From Winslow to Needles, our flying routine was near perfect. We continued to hug the surface, stretching fuel by staying below the worst of the headwinds. Rickman had honed the art of heading control to a remarkable degree, and I could predictably control minute changes in airspeed, oil temperature and pressure by making small tweaks in the cowl flap and mixture settings.

The leg also turned out to be the most scenic of the entire trip. While the Grand Canyon is well to the north, Arizona has dozens of smaller contenders, all with beautiful walls of red and brown, and startling flashes of emerald green at the very bottom. Rickman was wowed. By the time we approached spectacular Sedona, he was a convert: "This is beautiful. I didn't think I'd like Arizona---no beachfront."

We had enough fuel to skip Sedona, and it might have been just as well---the airport is on a tabletop notorious for turbulence.
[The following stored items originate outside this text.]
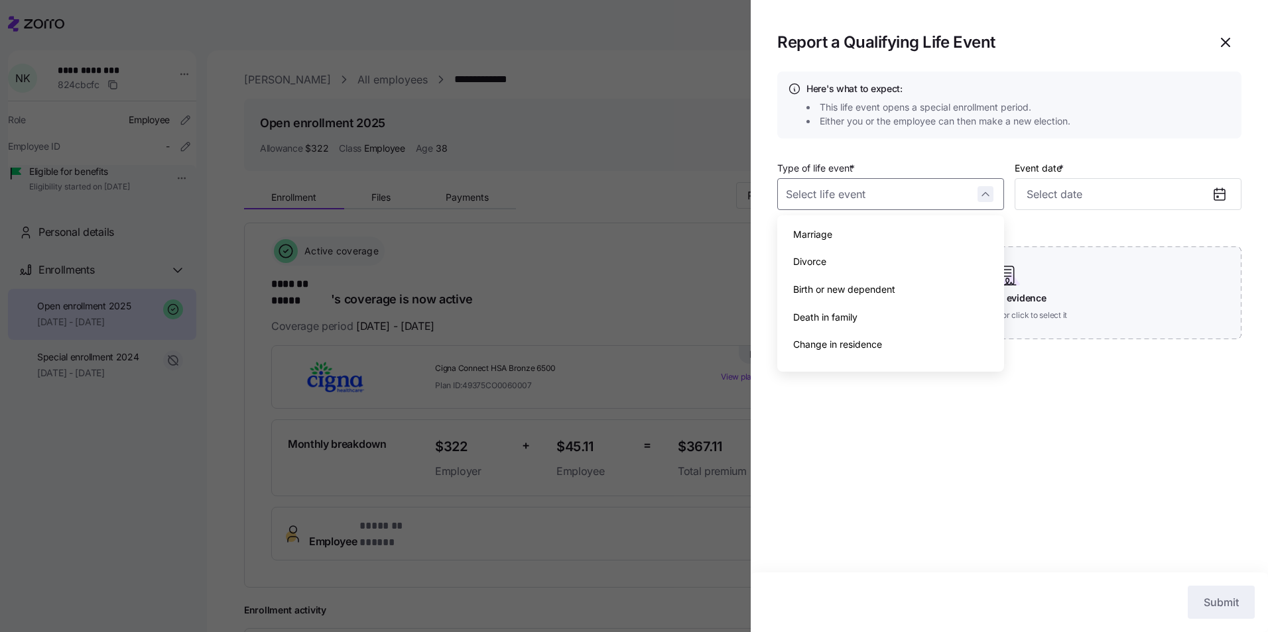 This screenshot has width=1268, height=632. I want to click on span: Death in family, so click(825, 318).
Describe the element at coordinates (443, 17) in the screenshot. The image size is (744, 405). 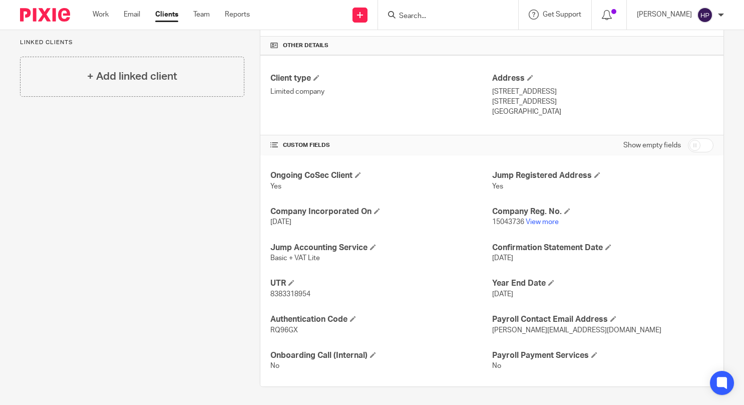
I see `input: Search` at that location.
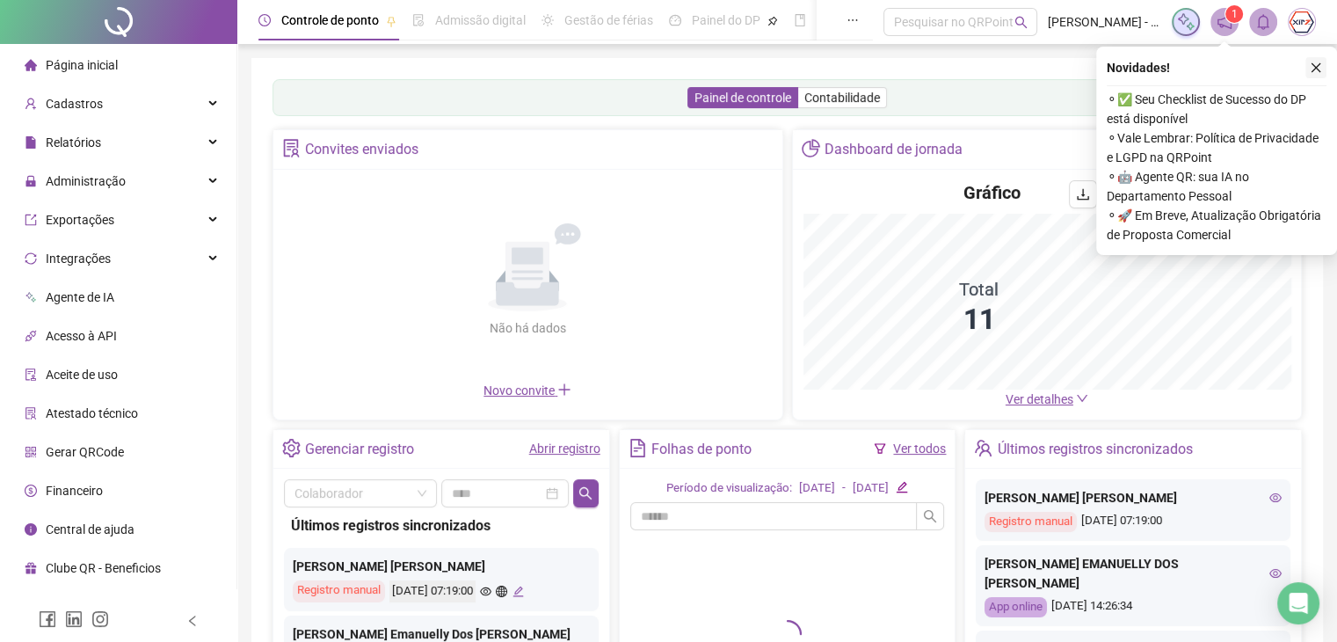 This screenshot has height=642, width=1337. I want to click on span: Gestão de férias, so click(608, 20).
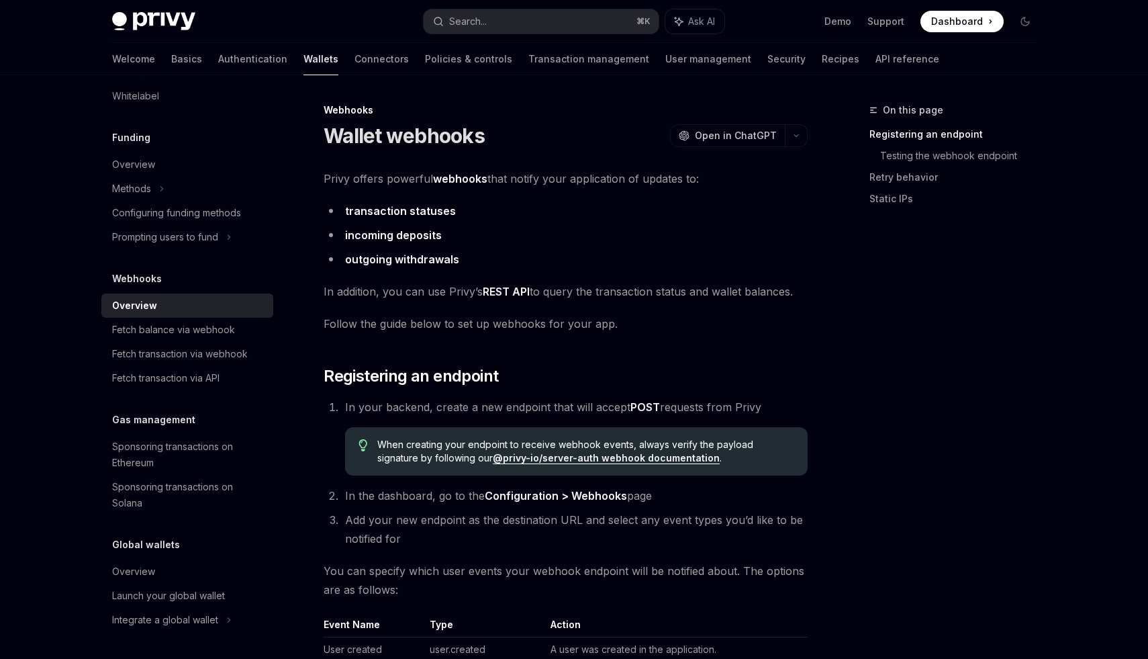  I want to click on strong: webhooks, so click(460, 179).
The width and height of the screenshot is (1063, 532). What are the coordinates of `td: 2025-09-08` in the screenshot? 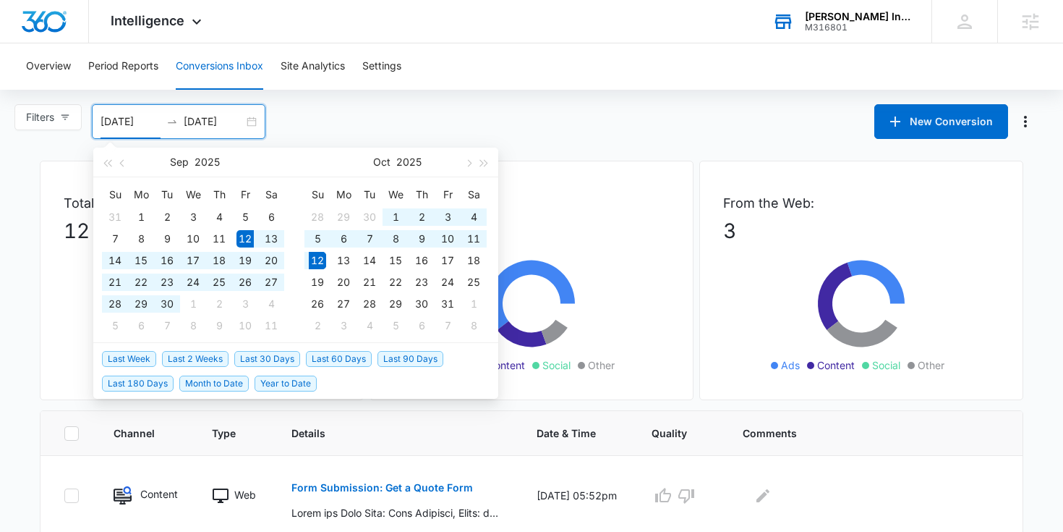 It's located at (141, 239).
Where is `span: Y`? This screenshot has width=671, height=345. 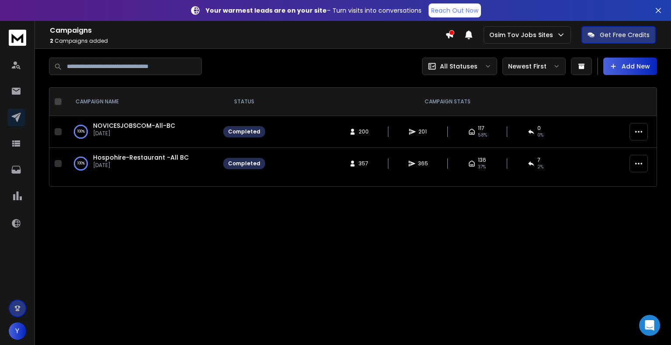 span: Y is located at coordinates (17, 331).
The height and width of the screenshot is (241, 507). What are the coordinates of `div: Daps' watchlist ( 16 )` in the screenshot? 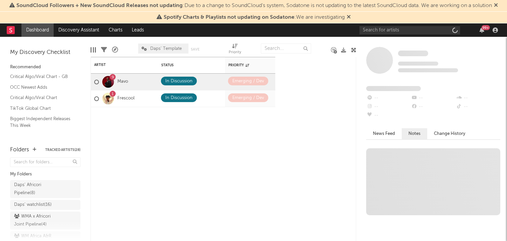 It's located at (33, 205).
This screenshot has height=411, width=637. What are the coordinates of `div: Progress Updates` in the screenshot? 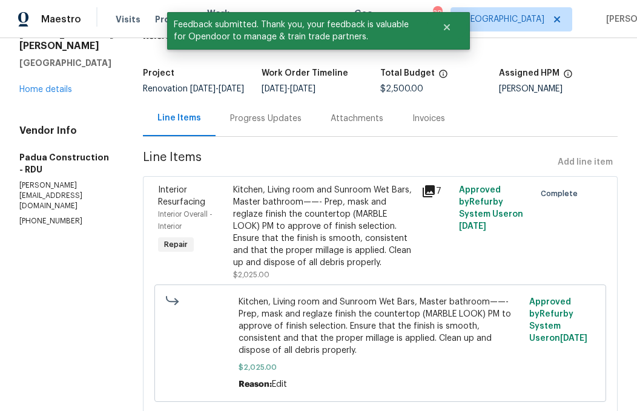 It's located at (266, 119).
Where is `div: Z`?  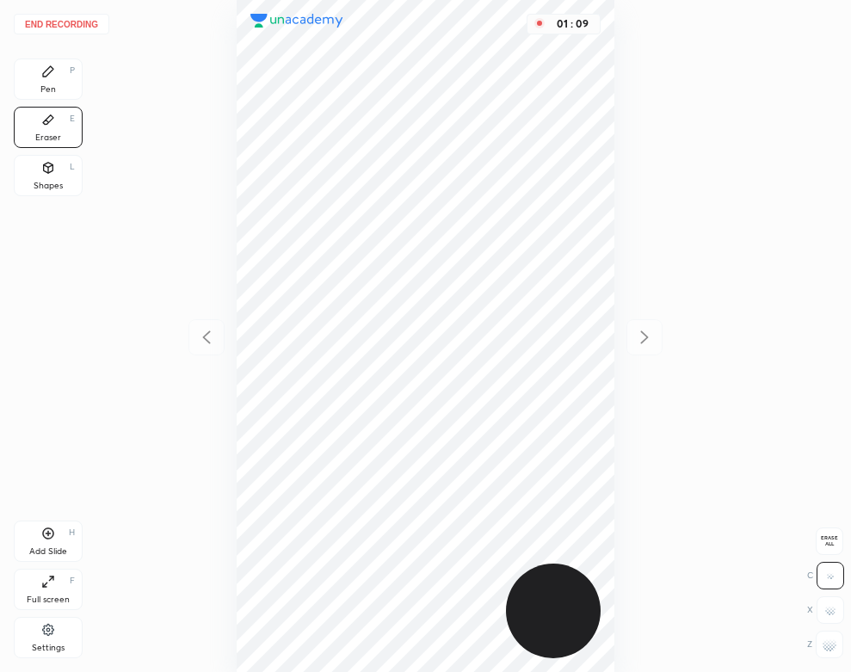
div: Z is located at coordinates (825, 644).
I remembered another Pitts ferry flight when a friend made a different decision. His plane---identical to ours---didn't pass Go: It was returned in pieces to the Pitts factory for a total rebuild.

We crossed the Colorado River; finally, California. We found Needles and June make a brutal combination. Superior life forms were out on the river enjoying water sports; those less intelligent were on the black tar airport ramp, leaving footprints on its molten surface. Refueling quickly, we fled to higher altitudes.

On the final leg, we had time to reflect: We had been to nine airports and moved through seven states. Along the way we left unvisited dozens of other runways---a very generous resource. But Rickman commented on a worrisome detail: There had been lots of paved runways, plenty of fuel, but almost no pilots taking advantage. At every stop, we spoke with men and women paid to operate the airports and pump the fuel, but had not encountered a single other pilot---transient or local. How long will communities continue to support all these wonderful places if no one uses them?

Passing Palm Springs, the Los Angeles Basin opened up in front of us: lots of restrictions and no shortage of planes and pilots. We started a climb to hop over the first ring of defenses. Rickman's heading references were now the familiar landmarks of home, and soon, he no longer needed my nagging course corrections.

At the end, our accomplishment was really quite ordinary, the sort of flight that's made hundreds of times each year by pilots indulging passions for flight and travel. It was reassuring to find the basic structure remains in place: It's still possible to move around the country without high-tech panels and the kind permission of a transportation czar. I found I had fallen in love again with the joy of visiting America airport by airport.

Beyond that, the trip had provided an exceptional learning opportunity for a student pilot--- 2,000 miles of basic navigation and gallon-by-gallon fuel management. And we had dealt with enough weather, I hoped, to make the basic VFR lesson clear: If there's a cloud, don't fly in it; if there are lots of clouds, don't fly at all.